Substance Abuse and Mental Health Services Administration: National Child Traumatic Stress Initiative Community Treatment and Services
The purpose of the Substance Abuse and Mental Health Services Administration (SAMHSA) National Child Traumatic Stress Initiative (NCTSI) Community Treatment and Services (CTS) program is to improve the quality of trauma treatment and services for children, adolescents, and their families who experience or witness traumatic events; and to increase access to effective trauma-focused treatment and services for children and adolescents throughout the nation. The work of this initiative is carried out by a national network of grantees – the National Child Traumatic Stress Network (NCTSN) – that works collaboratively to develop and promote effective trauma treatment, services, and other resources for children, adolescents, and families exposed to an array of traumatic events. The NCTSN members collaborate with one another, and partner with systems of care where children, adolescents, and families who have experienced trauma receive services in their communities.
The NCTSI program seeks to address behavioral health disparities among racial and ethnic minorities by encouraging the implementation of strategies to decrease the differences in access, service use, and outcomes among the racial and ethnic minority populations served.
The CTS centers will use evidence-based and evidence-informed trauma interventions, products, and resources developed by the NCTSN that are appropriate to their service populations and service settings. CTS centers are expected to primarily use trauma interventions, products, and resources developed by the NCTSN that are appropriate to their populations and service settings.
SAMHSA’s grant funds must be used primarily to support allowable direct services. This includes the following types of activities:
- Provide outreach and other engagement strategies to increase participation in, and access to, trauma treatment and services; and prevention services for children, adolescents, and families who have experienced traumatic events.
- Provide direct trauma treatment and services (including screening, assessment, care management, therapy, and prevention) for diverse and at-risk children and adolescents. Treatment must be provided in outpatient, day treatment (including outreach-based services) or intensive outpatient, home-based or residential programs.
- Provide support for training of service providers, supervisors, and other staff at the grantee site in Network-developed structured trauma interventions. Such training can be virtual, on-site training, or participation in Network Learning Collaboratives.
- Provide training and/or services to populations of child-serving service systems, such as child welfare, child protective services, law enforcement and courts, and the juvenile justice system, on trauma-informed practices using the grantee’s own expertise or Network resources at the local, regional, or state levels.
- Collaborate with NCTSI-Category II Treatment and Service Adaptation (TSA) centers to develop, advance, or adapt interventions to improve engagement and outcomes for traumatized youth.
- Collaborate with practitioner organizations and/or state level service administrations to promote policies supporting the implementation of trauma-informed practices and services.
- Pilot NCTSN-developed best practice interventions and intervention products with appropriate service recipients and evaluate the effectiveness of the interventions and products.
- Develop evaluation methods to assess outcomes and impacts to improve child trauma treatment and services in the community or in youth-serving service systems, such as child welfare and juvenile justice.
- Enhance plans for sustainability of trauma efforts beyond SAMHSA grant funding.
- Promote SAMHSA’s efforts to reduce or eliminate the use of seclusion and restraint practices and ensure that these practices are used only when the safety of the client, other clients, or staff is in jeopardy.
Amount: $22,400,000 is available for 56 awards of up to $400,000 each. Project periods are for 5 years.
Eligibility: Domestic public and private nonprofit entities, including State and local governments, Federally recognized American Indian/Alaska Native (AI/AN) tribes and tribal organizations, Urban Indian organizations, public or private universities and colleges, and community- and faith-based organizations.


## About this exercise
Return the listing below unchanged, but without pictures.

## Task inputs

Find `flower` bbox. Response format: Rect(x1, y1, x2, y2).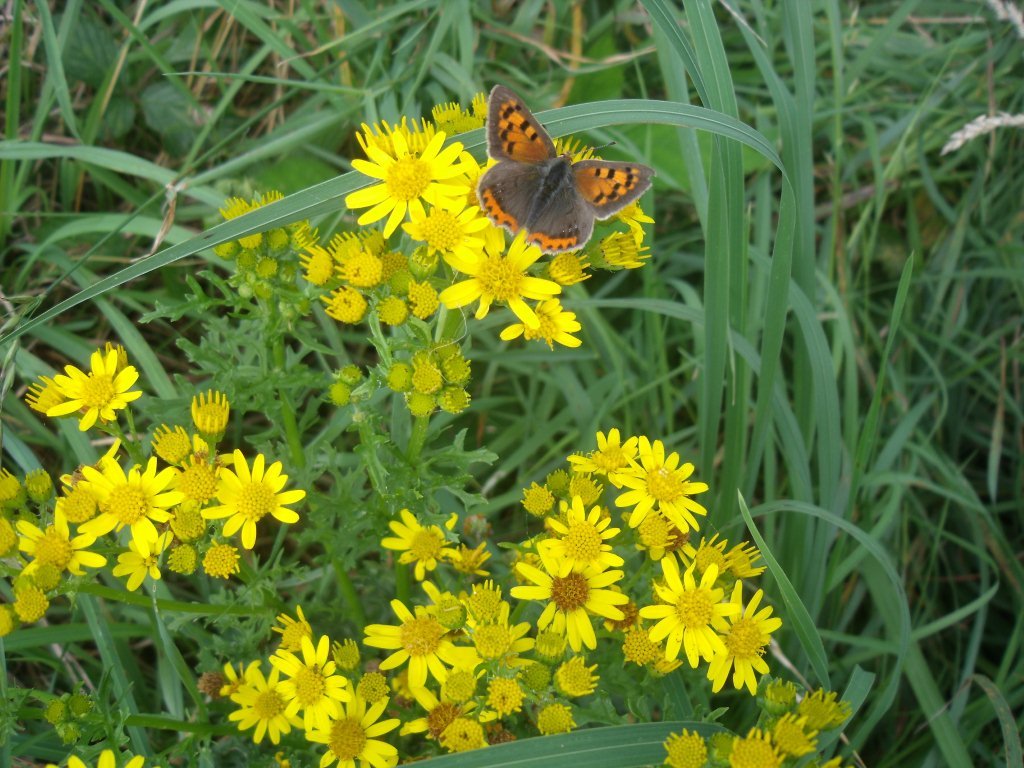
Rect(499, 293, 583, 341).
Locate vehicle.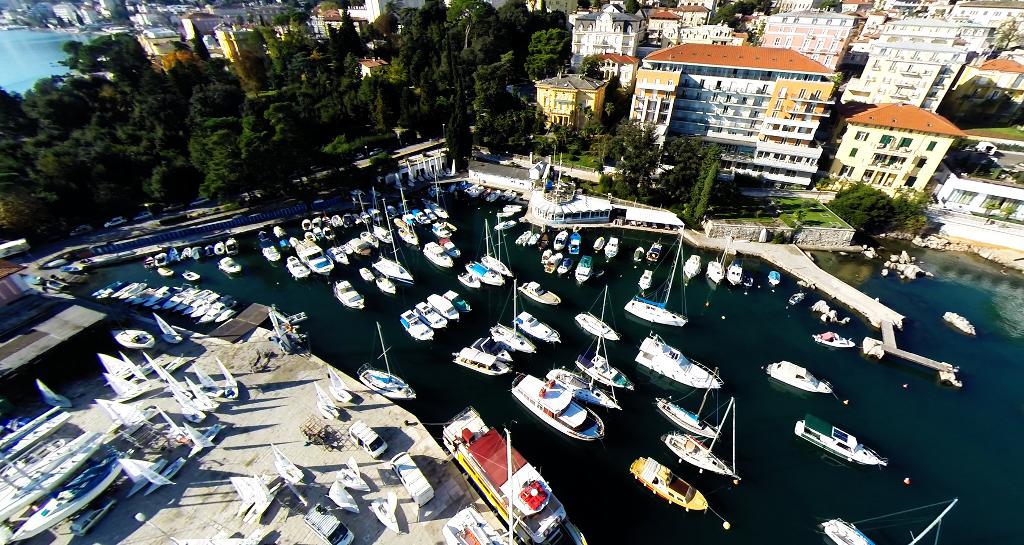
Bounding box: 601/237/618/261.
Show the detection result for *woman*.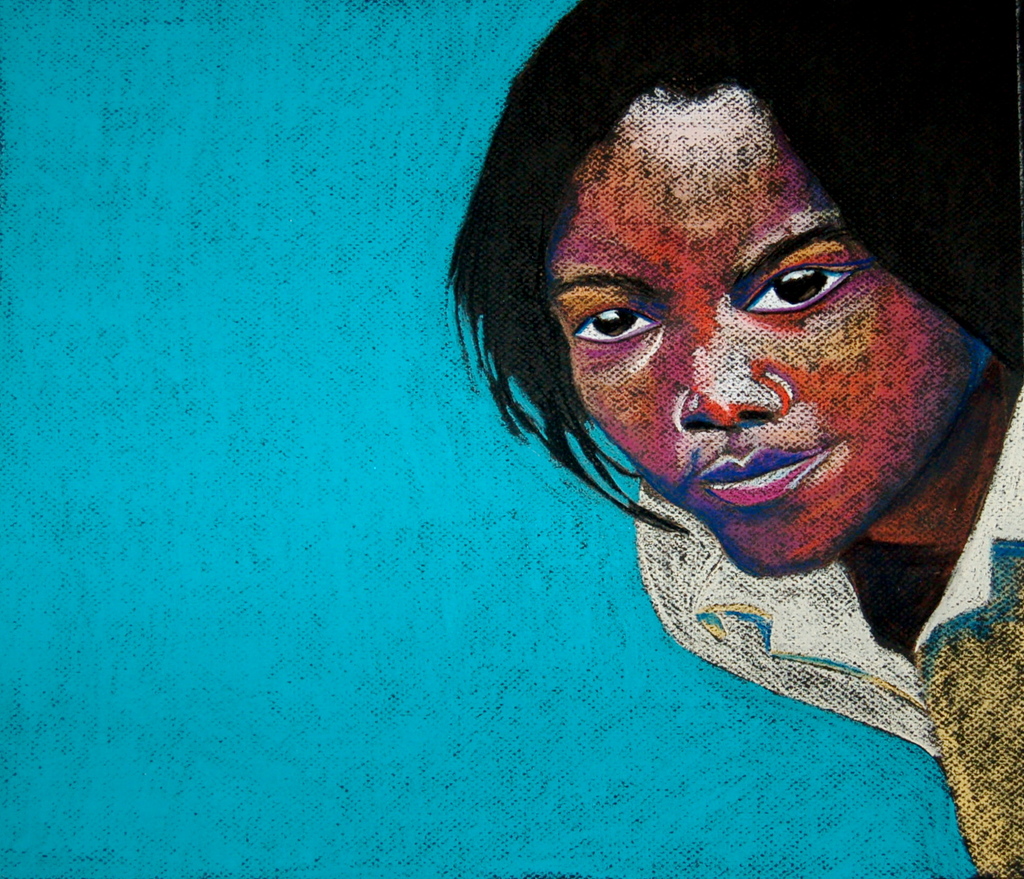
448, 0, 1023, 878.
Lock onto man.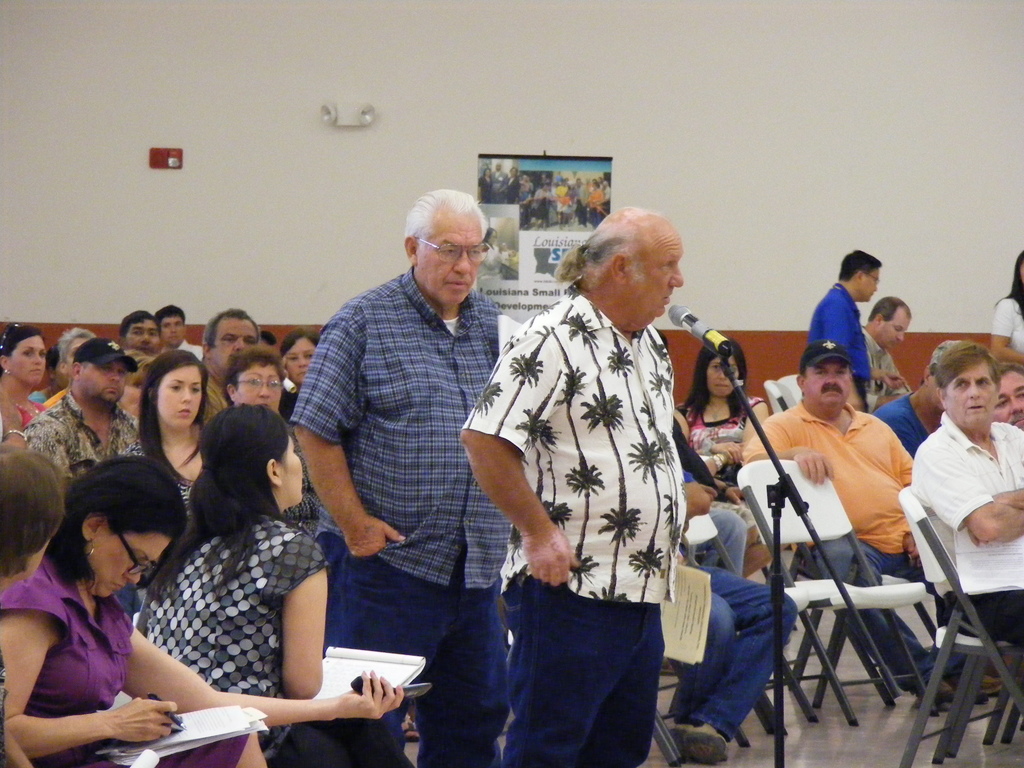
Locked: (x1=117, y1=301, x2=170, y2=417).
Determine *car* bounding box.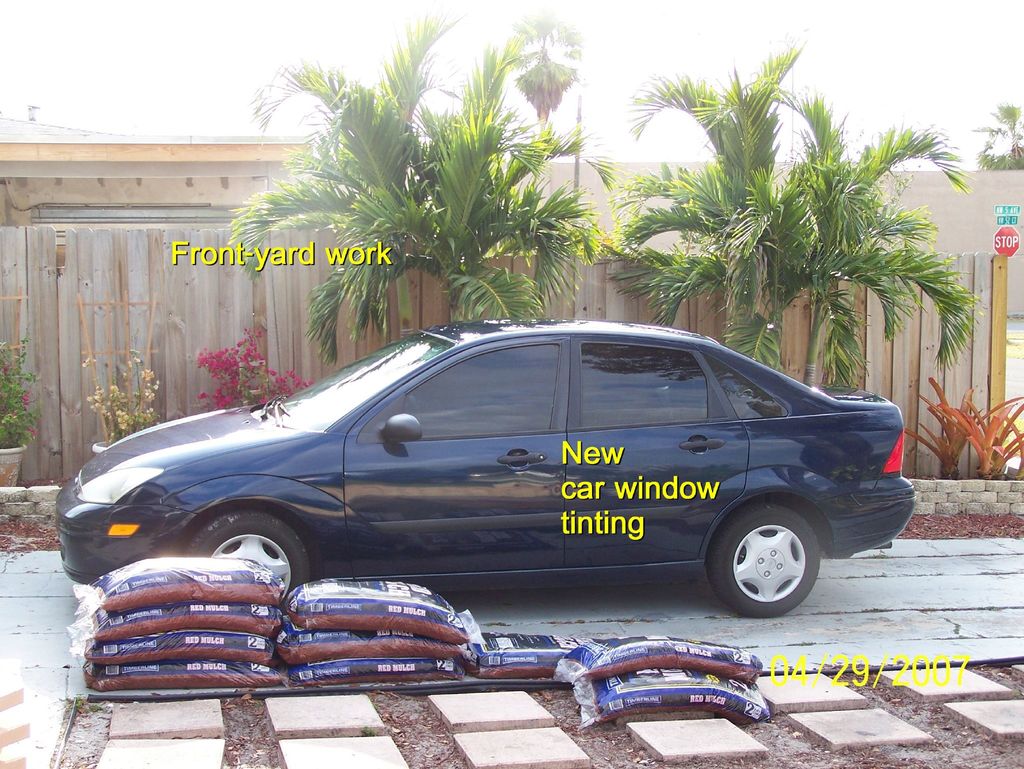
Determined: region(54, 317, 916, 619).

## Response to the task
Find `flower` bbox. Response format: Rect(x1, y1, x2, y2).
Rect(499, 293, 583, 341).
Locate vehicle.
Bounding box: 601/237/618/261.
Show the detection result for *woman*.
448, 0, 1023, 878.
Lock onto man.
Locked: (x1=117, y1=301, x2=170, y2=417).
Determine *car* bounding box.
Determined: region(54, 317, 916, 619).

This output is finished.